All of this is to say we didn’t report this to snitch on people for doing a bad job at implementing their policies, or to praise advertisers at successfully getting around the rules. Facebook, Google, and Twitter are some of the world’s largest companies, and we’ve already seen the profound impact they’ve had on our elections, our information ecosystem, and our society (for better or worse). In just a short period of time, it’s become glaringly apparent that half-baked policies that lack proper oversight and enforcement can have the opposite intended effects, like allowing inflammatory political content to fly under the radar, potentially exacerbating the spread of misinformation.

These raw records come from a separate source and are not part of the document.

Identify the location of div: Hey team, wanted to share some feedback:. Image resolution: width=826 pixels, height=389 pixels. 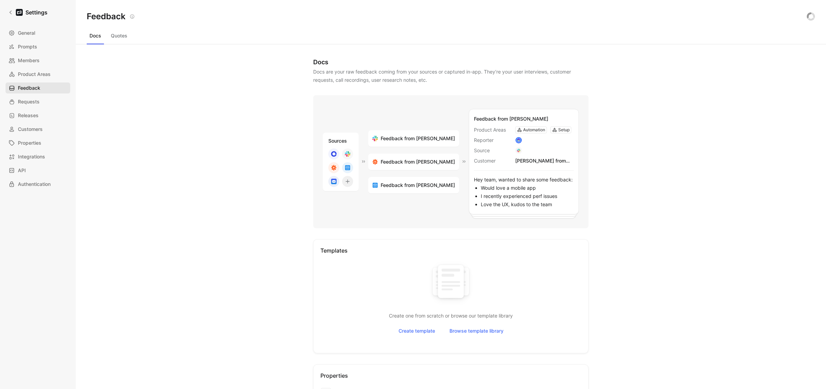
(524, 190).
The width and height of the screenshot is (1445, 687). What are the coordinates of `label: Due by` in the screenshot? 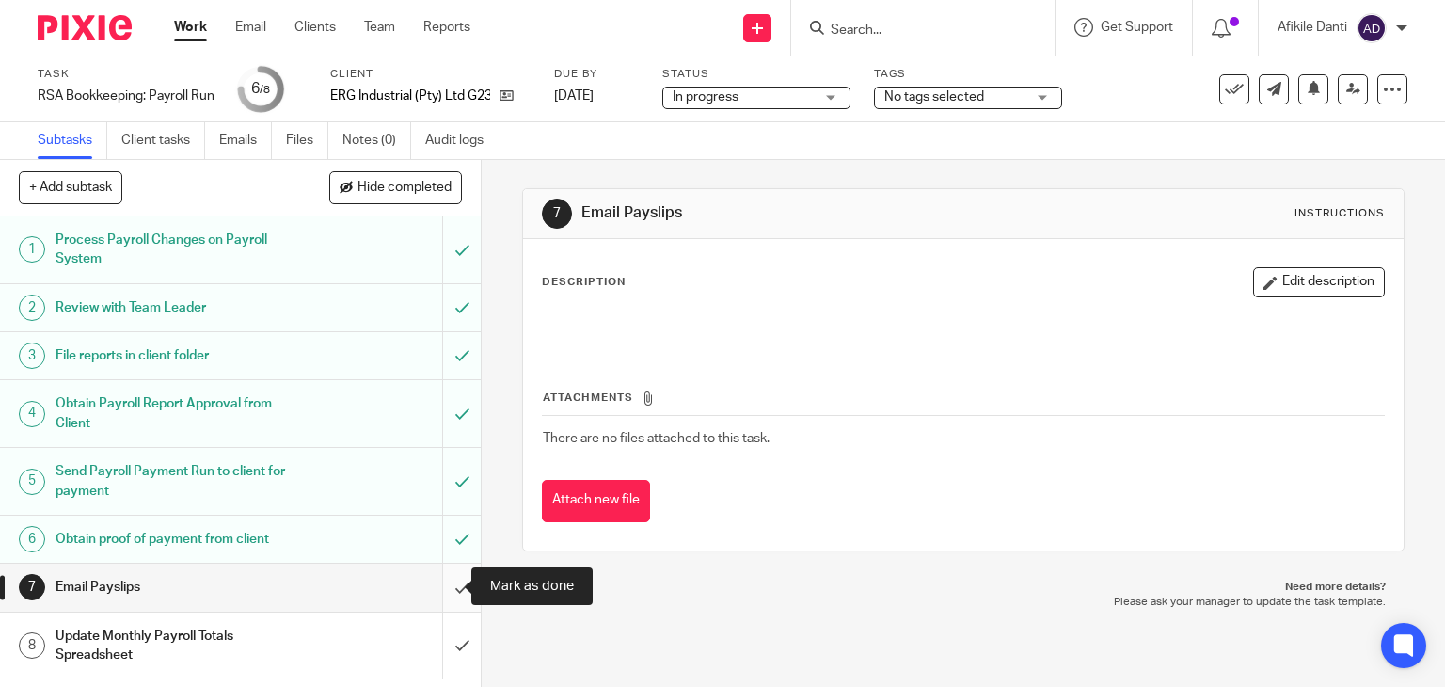 It's located at (596, 74).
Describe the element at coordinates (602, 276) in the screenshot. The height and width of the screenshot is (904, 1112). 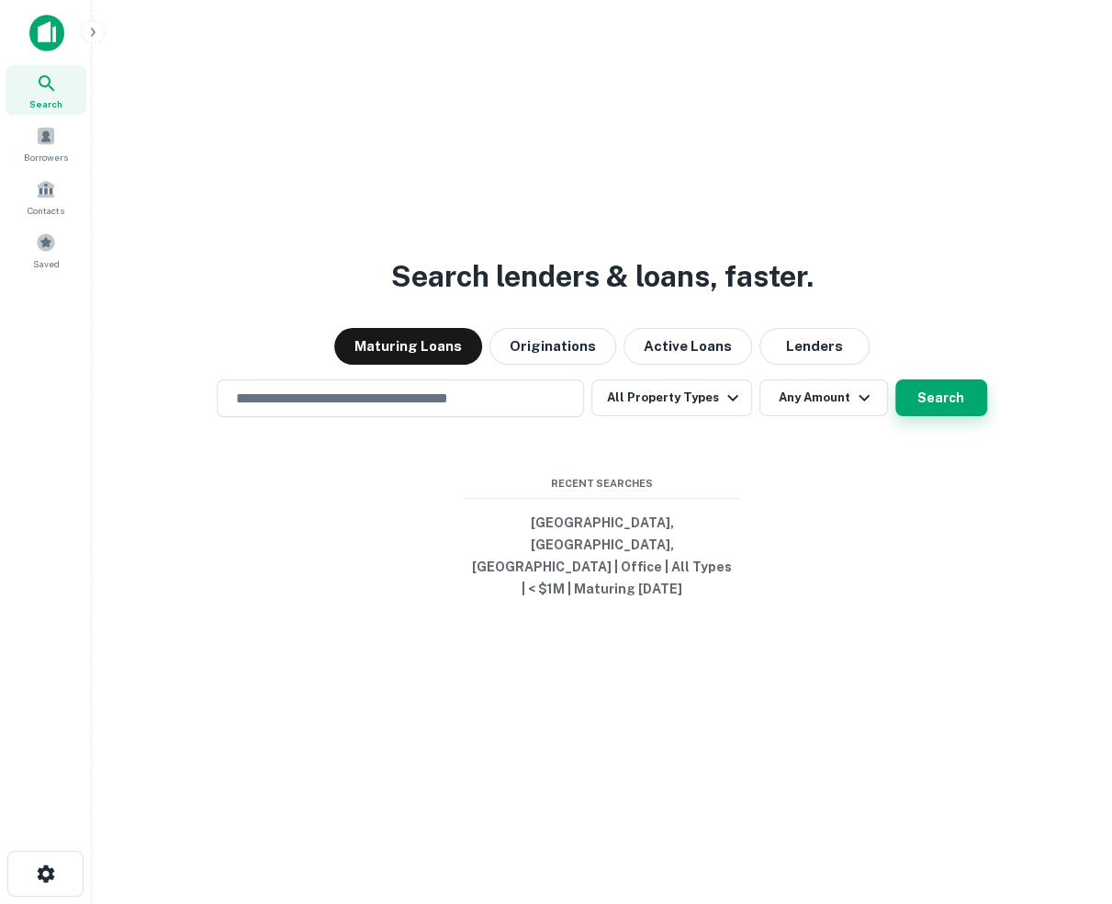
I see `h3: Search lenders & loans, faster.` at that location.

That’s why we adamantly opposed blanket bans of political ads in the first place. Some of the most effective tactics in delivering factual, trusted information to citizens can be through paid advertising. So when the biggest social media platforms rush through changes that are clearly meant as PR moves more than actual meaningful policy moves, they should think more carefully and be far more transparent about implementation before charging forward.